Although it is tempting to read this passage as “payback,” or behavior learned from the Europeans (the referenced “whites” are indeed from a scalping party), McCarthy is far from idealizing the indigenous peoples as noble savages. In case there should be any doubt about this, one of the book’s frontispiece quotes cites the following archaeological observations from The Yuma Daily Sun: “Clark, who led last year’s expedition to the Afar region of northern Ethiopia, and UC Berkeley colleague Tim D. White, also said that a re-examination of a 300,000-year-old fossil skull found in the same region earlier shows evidence of having been scalped.” The violence is not only Pre-Columbian, it is autochthonous. And the freedom to address it seems to be shrinking daily.

This is eerie: I was introduced to McCarthy by that review in Harper’s. But, like a crack addict, reading the culture as an amateur flaneur, or trendspotter, I’d always assumed that someone like him was out there, waiting for me, inviting me to dance on the razor-fine edge between life and death, sanity and madness, acuity and hallucination, historical fiction, and facticity. America. To cite a hoary, but apposite, old adage, if McCarthy didn’t exist, we would probably have invented him -- in our dreams, and especially, in our nightmares. He writes what we have been, and what we may be becoming.

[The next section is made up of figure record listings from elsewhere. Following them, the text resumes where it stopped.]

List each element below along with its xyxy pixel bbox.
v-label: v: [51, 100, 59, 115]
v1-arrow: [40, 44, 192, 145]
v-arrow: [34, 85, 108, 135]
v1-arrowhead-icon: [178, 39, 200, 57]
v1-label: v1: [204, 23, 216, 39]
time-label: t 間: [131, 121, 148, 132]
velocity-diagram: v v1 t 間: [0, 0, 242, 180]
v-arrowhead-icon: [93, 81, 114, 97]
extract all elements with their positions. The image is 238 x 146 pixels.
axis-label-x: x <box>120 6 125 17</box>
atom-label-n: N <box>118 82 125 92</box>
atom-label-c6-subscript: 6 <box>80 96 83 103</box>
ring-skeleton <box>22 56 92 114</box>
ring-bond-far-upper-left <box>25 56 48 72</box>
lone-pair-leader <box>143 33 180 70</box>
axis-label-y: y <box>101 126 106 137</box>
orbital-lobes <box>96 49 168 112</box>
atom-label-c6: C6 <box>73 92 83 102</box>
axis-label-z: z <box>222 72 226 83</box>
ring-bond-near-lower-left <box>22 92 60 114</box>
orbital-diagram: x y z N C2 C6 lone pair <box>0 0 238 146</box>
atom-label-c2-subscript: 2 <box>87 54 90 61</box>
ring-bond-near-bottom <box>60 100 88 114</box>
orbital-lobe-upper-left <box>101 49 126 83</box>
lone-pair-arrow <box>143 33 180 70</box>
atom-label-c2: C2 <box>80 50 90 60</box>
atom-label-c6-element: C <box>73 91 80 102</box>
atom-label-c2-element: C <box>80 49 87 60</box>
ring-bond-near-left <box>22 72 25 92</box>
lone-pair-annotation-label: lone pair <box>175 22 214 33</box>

Let me elide his Border Trilogy novels, and move to his latest, No Country for Old Men (2005). The novel reads like a Tarantino film, but as a parody of the (already hyperparodic) pulp thriller genre (think of Pulp Fiction shot in black and white, with an even more discontinuous narrative). It is a mediation of a mediation of a mediation. Yet money, in McCarthy’s novels, is never a metaphor; it is exactly what it is. And usually, it is so in copious quantities of American Gold Double Eagle $20 coins. Basically, a Texas cowboy stumbles on a heroin deal gone really bad in the desert. The drugs are gone, most everyone is shot dead, but a suitcase with over two million dollars in cash has been left behind. Said cowboy takes the cash (there is, of course, a transponder in the suitcase) and, from there, most anyone could extrapolate the denouement: A perfectly understandable choice has been made, and the piper will be paid. Nothing personal; it’s business as usual, and after a series of bloodbaths, the cash is restored (minus the finder’s fees, and expenses) to its issuant investor in a tastefully appointed corporate boardroom in Dallas. It’s a simple plot, it carries with it a moral vision that’s entirely consonant with the status quo, and it extrapolates seamlessly from the mayhem and carnage of Blood Meridian in the 1840s. It says: This is what we have made; this is the home we inhabit. There is no other.

I wonder. The experience of reading Cormac McCarthy is shocking; very much like finding a severed human finger in your Happy Meal.TM But his is, I think, a voice that needs to be heard, now more than ever, unfettered by any gatekeepers -- howsoever well-meaning -- who might seek to strong-arm professors and “protect” the people by suggesting that these constituencies ought perhaps to be shielded from the more unpleasant aspects of our modern world.